Knowing what you need is essential to taking care of yourself.

Are you needy?

American culture glamorizes independence. Our country was created by immigrants--people who were brave enough to leave their homelands.

This is also a country of pioneers--people who pushed into the open country and built farms and ranches. We prize the strong, the self-reliant, the cowboy on the horse on the hill in the sunset.

The other part of that picture? He comes home and drinks himself into a stupor.

My definition of neediness is allowing your needs to remain unmet. By that definition the cowboy is needy because he is seeking from alcohol what it can't give him---companionship.

In personal relationships, needy behavior includes asking twice or three times after hearing a No.

If you try to get people to behave out of character or beyond their capacities, you are behaving needily. If a talkative woman is married to a taciturn man, she may think of herself as too "needy" because she feels badly when he is silent at the end of the day.

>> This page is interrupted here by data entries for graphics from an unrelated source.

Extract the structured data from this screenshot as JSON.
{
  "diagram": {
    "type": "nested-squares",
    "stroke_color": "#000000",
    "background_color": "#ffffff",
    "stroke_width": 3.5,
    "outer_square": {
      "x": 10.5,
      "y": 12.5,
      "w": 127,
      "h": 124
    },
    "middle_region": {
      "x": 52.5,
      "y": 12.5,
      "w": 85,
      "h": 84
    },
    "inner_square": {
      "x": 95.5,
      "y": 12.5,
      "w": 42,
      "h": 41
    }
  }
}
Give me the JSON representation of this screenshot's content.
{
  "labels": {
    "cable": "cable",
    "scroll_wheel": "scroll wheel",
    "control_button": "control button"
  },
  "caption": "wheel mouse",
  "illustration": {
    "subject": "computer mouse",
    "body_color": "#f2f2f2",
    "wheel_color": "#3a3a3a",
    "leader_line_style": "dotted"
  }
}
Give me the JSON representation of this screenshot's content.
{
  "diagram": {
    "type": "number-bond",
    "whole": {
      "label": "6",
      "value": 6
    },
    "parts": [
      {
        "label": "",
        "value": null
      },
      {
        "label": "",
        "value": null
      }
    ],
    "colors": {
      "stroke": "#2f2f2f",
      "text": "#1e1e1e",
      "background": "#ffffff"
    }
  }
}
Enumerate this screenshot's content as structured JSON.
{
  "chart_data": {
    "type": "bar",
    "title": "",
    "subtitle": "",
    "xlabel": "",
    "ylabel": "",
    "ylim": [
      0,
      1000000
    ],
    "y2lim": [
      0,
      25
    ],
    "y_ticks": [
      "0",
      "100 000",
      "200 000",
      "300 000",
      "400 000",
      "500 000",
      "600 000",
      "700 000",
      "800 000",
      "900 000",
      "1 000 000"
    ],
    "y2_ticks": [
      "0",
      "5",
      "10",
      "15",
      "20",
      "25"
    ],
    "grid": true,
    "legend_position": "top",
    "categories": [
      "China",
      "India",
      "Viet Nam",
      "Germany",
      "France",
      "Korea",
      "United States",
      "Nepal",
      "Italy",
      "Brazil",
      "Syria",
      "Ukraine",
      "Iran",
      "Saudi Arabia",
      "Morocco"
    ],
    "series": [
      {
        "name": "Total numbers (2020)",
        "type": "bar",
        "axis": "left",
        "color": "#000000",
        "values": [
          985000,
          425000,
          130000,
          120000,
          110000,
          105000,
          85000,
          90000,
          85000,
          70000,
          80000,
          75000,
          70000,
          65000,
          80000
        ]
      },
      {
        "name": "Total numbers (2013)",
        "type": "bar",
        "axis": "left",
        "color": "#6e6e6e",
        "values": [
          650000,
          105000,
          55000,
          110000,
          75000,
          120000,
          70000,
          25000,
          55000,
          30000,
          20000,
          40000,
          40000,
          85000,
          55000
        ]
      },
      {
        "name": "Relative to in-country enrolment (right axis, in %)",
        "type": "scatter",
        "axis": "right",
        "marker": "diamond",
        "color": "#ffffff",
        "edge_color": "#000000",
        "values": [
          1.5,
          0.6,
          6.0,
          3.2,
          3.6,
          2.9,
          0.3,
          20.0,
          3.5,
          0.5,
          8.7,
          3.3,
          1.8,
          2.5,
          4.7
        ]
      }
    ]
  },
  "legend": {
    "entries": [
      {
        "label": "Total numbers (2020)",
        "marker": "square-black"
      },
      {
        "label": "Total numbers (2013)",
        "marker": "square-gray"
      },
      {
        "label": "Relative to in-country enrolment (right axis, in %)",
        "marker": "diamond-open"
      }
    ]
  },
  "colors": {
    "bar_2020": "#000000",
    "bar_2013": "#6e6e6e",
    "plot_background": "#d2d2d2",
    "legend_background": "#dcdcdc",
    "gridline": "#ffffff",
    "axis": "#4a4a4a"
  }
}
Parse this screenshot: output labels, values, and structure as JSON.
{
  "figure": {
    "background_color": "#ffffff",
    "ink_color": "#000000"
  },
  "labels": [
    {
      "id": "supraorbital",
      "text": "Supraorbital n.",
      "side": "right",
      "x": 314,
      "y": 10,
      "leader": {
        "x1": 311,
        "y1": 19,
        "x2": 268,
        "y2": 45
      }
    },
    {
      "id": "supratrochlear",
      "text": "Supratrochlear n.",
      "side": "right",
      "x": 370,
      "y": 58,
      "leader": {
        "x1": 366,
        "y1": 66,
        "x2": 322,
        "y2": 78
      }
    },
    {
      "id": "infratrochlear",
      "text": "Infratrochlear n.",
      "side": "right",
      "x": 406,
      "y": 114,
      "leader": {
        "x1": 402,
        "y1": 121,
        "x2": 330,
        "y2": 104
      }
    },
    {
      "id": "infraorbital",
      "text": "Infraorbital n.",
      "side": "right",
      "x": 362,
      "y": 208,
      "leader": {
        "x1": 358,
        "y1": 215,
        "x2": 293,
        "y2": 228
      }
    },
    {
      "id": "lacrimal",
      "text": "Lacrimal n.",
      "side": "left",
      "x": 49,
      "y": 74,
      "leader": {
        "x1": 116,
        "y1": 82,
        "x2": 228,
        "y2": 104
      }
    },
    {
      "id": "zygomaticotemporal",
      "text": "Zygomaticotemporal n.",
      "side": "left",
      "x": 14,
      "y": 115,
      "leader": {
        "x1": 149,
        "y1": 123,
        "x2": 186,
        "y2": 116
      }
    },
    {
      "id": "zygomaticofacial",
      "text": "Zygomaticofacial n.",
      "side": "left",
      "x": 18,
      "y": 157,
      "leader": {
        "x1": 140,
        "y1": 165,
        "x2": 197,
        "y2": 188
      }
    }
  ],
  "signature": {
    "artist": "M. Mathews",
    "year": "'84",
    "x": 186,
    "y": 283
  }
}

Her need for conversation does not make her needy. She's behaving needily if she keeps badgering him or resenting him. Let's say the marriage is beneficial in many other ways: they are financially stable, faithful, and still enjoy making love. Self-reliant behavior might mean finding a friend who likes to check in on the phone most nights. It could mean trying new things: even if she's never been a reader, she could join a book club and read at night when her husband is silent, knowing she'll have a good talk at the club. Self-reliance can require creativity and persistence.

Calling yourself "needy" or burying your needs isn't the answer. Brave is not the same as fearless. You may be brave and full of fears based on experience. Self-reliant people are not without fears or needs--no one is.

It's simple to say but harder to live: You are self-reliant if you find ways to meet your needs. Knowing what you want and need is essential to taking care of yourself.